Conway is a good singer, with fine songs to her credit. But see what happens to her writing when a government slips a grant into her ink.
So many artists have been crippled by such direct-to-artist government cash, so much of it spent on cutting the oxygen line between an artist and their audience. How foolish, to subsidise the writer, not the reader.
Now many writers know their most important readers are the politicians and bureaucrats who feed them, or the fellow artists who sit on judging panels. They know, too, it will not pay to howl Right when these folk baa Left.
So they turn inward - so inward that on Channel 9 on Sunday, the taxpayer-funded Film Finance Corporation's Tait Brady gave this marvellous who-us? excuse for the failure of so many badly-written local films: "The marketplace was letting us down."

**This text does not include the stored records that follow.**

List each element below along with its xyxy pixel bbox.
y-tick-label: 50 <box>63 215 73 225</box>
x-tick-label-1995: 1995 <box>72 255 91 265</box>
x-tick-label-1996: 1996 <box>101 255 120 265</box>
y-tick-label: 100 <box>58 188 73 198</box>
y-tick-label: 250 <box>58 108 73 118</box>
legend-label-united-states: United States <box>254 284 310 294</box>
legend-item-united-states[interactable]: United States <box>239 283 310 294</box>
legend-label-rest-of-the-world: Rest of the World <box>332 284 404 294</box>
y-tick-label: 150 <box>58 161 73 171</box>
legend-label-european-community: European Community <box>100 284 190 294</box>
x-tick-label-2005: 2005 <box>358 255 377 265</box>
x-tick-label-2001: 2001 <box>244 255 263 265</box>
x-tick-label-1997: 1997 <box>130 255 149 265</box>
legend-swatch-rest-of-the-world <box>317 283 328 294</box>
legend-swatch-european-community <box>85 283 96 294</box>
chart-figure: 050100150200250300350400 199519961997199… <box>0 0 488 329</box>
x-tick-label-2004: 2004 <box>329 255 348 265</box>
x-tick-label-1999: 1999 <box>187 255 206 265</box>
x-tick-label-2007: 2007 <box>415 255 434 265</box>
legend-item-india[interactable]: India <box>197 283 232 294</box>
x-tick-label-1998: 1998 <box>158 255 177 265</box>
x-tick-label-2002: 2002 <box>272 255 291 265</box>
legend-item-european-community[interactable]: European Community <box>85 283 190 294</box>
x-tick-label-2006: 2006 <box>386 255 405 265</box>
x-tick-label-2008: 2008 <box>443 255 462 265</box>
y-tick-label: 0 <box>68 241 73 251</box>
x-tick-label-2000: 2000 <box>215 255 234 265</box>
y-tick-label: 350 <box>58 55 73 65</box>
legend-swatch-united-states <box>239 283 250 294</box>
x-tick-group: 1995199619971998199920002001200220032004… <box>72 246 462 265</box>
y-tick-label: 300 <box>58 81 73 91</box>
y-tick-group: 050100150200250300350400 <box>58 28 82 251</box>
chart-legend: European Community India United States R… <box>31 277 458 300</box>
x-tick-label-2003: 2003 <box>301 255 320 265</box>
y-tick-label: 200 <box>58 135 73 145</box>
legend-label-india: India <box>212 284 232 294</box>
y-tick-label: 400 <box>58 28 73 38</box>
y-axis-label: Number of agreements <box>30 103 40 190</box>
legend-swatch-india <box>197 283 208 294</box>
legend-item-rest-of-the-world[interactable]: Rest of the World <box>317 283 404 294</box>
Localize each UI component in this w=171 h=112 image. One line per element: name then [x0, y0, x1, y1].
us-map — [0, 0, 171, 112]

Well, someone sure was letting people down, given the FFC last year blew $22.4 million to make Australian movies but filmgoers risked just $11.8 million of their cash to watch them.

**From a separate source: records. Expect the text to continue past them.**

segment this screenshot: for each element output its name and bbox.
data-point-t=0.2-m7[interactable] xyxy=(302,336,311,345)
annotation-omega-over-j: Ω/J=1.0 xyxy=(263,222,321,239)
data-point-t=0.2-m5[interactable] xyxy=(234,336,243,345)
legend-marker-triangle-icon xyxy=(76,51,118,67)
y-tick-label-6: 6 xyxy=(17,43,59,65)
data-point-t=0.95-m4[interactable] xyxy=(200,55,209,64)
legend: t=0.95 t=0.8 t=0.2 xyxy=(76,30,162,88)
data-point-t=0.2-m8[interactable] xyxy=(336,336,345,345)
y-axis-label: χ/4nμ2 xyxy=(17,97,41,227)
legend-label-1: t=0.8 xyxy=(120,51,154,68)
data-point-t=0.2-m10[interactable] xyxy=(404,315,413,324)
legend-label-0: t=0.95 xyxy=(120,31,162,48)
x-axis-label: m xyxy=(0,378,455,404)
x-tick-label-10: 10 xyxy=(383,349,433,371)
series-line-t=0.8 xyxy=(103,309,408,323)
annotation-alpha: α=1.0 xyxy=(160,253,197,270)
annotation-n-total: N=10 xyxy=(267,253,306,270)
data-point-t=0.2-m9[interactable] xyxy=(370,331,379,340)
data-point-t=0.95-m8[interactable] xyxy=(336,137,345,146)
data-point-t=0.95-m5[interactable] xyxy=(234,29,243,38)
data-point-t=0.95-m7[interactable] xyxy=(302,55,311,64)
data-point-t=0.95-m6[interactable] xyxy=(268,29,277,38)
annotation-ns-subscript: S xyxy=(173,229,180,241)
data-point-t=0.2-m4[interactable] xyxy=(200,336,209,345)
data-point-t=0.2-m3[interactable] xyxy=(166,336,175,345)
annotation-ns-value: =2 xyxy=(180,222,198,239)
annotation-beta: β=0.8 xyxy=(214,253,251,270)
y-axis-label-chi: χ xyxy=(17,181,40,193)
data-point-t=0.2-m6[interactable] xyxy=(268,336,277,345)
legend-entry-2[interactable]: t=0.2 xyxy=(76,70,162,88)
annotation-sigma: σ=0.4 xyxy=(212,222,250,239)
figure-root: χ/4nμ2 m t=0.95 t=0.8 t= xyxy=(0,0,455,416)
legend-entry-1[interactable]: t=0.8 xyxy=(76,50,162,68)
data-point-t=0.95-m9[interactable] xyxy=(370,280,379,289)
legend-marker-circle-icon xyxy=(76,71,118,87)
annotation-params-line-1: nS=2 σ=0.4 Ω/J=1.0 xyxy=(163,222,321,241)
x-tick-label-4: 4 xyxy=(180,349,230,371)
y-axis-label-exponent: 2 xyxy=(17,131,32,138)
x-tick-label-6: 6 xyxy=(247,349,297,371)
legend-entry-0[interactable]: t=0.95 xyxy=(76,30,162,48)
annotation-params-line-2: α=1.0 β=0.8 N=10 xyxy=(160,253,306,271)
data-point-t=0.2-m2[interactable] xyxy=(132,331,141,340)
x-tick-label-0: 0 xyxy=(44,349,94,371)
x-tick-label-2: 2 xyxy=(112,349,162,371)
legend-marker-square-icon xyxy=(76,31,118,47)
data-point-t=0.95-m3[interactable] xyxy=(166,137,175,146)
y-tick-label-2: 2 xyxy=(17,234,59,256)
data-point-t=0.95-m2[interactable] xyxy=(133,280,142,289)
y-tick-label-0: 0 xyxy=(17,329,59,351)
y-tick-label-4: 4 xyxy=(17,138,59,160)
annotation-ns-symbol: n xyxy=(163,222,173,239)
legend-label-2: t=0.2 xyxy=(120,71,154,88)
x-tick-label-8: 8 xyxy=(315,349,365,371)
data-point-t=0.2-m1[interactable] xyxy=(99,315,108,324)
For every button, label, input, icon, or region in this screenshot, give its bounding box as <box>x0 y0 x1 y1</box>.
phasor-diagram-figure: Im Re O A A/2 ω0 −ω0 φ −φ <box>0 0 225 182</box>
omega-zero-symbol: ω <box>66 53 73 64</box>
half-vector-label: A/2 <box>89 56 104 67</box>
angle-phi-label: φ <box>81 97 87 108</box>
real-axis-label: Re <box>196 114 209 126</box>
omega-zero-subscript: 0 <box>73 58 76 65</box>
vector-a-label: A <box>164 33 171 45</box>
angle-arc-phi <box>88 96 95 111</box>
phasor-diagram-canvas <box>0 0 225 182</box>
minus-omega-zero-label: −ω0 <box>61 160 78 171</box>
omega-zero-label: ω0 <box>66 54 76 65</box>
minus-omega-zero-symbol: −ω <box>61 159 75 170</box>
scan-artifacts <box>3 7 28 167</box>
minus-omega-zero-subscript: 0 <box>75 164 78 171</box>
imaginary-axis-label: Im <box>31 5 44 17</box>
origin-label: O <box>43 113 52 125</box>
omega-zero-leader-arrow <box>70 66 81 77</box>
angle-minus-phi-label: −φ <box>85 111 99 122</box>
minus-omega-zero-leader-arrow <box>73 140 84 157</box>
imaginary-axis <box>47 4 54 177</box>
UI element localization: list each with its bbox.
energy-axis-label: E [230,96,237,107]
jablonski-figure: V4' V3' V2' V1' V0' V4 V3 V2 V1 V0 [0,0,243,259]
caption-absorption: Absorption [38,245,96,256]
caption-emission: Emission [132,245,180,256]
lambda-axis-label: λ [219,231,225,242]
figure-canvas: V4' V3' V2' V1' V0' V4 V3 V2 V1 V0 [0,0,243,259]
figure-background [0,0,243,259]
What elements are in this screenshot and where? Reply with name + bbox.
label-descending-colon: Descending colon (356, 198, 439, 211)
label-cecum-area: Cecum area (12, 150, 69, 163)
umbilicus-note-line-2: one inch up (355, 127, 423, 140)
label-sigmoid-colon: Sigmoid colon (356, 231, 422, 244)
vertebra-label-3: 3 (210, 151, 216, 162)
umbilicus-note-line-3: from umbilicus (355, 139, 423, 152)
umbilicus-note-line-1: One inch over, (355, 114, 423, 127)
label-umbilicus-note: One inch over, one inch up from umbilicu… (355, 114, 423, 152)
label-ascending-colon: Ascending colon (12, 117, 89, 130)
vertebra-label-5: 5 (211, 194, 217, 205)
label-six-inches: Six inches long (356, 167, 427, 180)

You'd understand why the FFC and its dependants might conclude it's easier to get dough from the government instead, as three of the eight FFC board members might gladly confirm.
These three are all producers who got FFC grants of their own since they joined the board, with one, Jonathan Shiff, scoring $24 million to make television shows for children.

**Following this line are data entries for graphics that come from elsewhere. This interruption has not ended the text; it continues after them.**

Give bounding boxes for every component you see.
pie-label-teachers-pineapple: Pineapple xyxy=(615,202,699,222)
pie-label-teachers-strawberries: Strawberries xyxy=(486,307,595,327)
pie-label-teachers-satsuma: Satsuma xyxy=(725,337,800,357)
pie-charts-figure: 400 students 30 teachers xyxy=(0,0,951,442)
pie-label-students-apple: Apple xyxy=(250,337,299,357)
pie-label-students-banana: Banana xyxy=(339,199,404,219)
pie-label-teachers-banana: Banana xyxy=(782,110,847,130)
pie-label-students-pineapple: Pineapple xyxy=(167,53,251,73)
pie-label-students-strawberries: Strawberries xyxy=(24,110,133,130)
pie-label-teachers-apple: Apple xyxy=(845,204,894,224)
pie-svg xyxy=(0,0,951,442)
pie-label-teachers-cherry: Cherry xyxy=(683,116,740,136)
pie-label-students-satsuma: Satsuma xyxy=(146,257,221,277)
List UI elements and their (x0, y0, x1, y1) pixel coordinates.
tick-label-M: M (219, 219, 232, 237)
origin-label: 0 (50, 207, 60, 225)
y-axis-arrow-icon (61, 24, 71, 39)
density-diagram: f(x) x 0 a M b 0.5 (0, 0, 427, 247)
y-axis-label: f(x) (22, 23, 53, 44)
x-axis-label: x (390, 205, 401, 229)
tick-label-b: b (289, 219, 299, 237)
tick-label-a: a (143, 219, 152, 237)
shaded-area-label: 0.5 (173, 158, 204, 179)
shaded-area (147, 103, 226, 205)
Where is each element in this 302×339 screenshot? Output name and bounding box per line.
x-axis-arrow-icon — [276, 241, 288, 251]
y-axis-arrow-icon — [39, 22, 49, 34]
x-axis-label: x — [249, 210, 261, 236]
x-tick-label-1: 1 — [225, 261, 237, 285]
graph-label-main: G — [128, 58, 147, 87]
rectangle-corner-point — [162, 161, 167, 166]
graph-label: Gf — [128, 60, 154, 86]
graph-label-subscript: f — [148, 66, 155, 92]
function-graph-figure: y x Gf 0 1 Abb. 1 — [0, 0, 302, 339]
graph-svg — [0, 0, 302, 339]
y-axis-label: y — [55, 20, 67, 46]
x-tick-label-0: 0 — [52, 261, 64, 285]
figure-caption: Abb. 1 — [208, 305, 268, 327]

It's all ethical and by-the-rules, of course - in such cases, no one votes on their own application. But no one gets forced to contemplate chasing only audiences, and not grants, either.
This same cancer has metastasised into so many other fields of writing.
Last year alone, five of the 12 members of the Humanities and Creative Arts panel of the grants-for-all Australian Research Council were given grants by their fellow board members. Again: all quite properly and honestly.
But what kind of writing do you get from such a process? Well, two years ago board member Professor Vera Mackie got $880,000 to write about "the cultural history of the body in modern Japan", focusing on "the classed, radicalised and ethnicised dimensions of the bodily experience".
Hmm. Was that another Pajero I saw go by?
Not much different with the artist-feeding Australia Council, which gave author Rodney Hall - read much of his lately? - several grants, both before and after he was the council's boss.
Nor are these councils and commissions the only machines used by our Leftist political bureaucracy to pasteurise and sterilise our writers. There are also all those other bribes and lures - from premiers' literary awards, state-sponsored writers festivals, state-funded arts companies and state-owned media outlets.
And how well, how tragically well, they work. You'd see this for yourself, if only you could bring yourself to study the script.
bolta@heraldsun.com.au
ANDREW BOLT
http://www.heraldsun.news.com.au/common/story_page/0,5478,12432191%255E25717,00.html
SBS charter in Ashes
Andrew Bolt
04mar05
BY buying the rights to the Ashes, SBS has shown even its board has lost faith in the multicultural broadcaster.
Under the SBS Act, passed by Parliament, SBS has one "principal function" - to pump out "multilingual and multicultural radio and television services". Australia playing England at cricket doesn't qualify, unless the commentators speak Swahili.
The charter tells SBS to instead harp on about "the contribution of a diversity of cultures to the continuing development of Australian society" and to "contribute to the retention and continuing development of language and other cultural skills". Verstehen?
The dumb idea - which the public never accepted - was to stop migrants from assimilating. Mind you, the SBS found few migrants liked such toadying, and were keener on assimilation than our experts.
So SBS has had to muck around, helping some other tribe that has trouble with plain English by screening hate-America documentaries for our incoherent Left. So why now pay $1.2 million to cover the Ashes, when no other free-to-air station could be bothered?
Simple. SBS knows the cricket will please its political masters, and bring in badly needed viewers. It could even sell enough ads to make a solid profit.
As for the Government, it loves to see the SBS screen free cricket rather than Leftist tirades. And how sweet it is for us conservatives to see SBS itself - the multicultural icon - quietly assimilate, without even a struggle or cry of basta!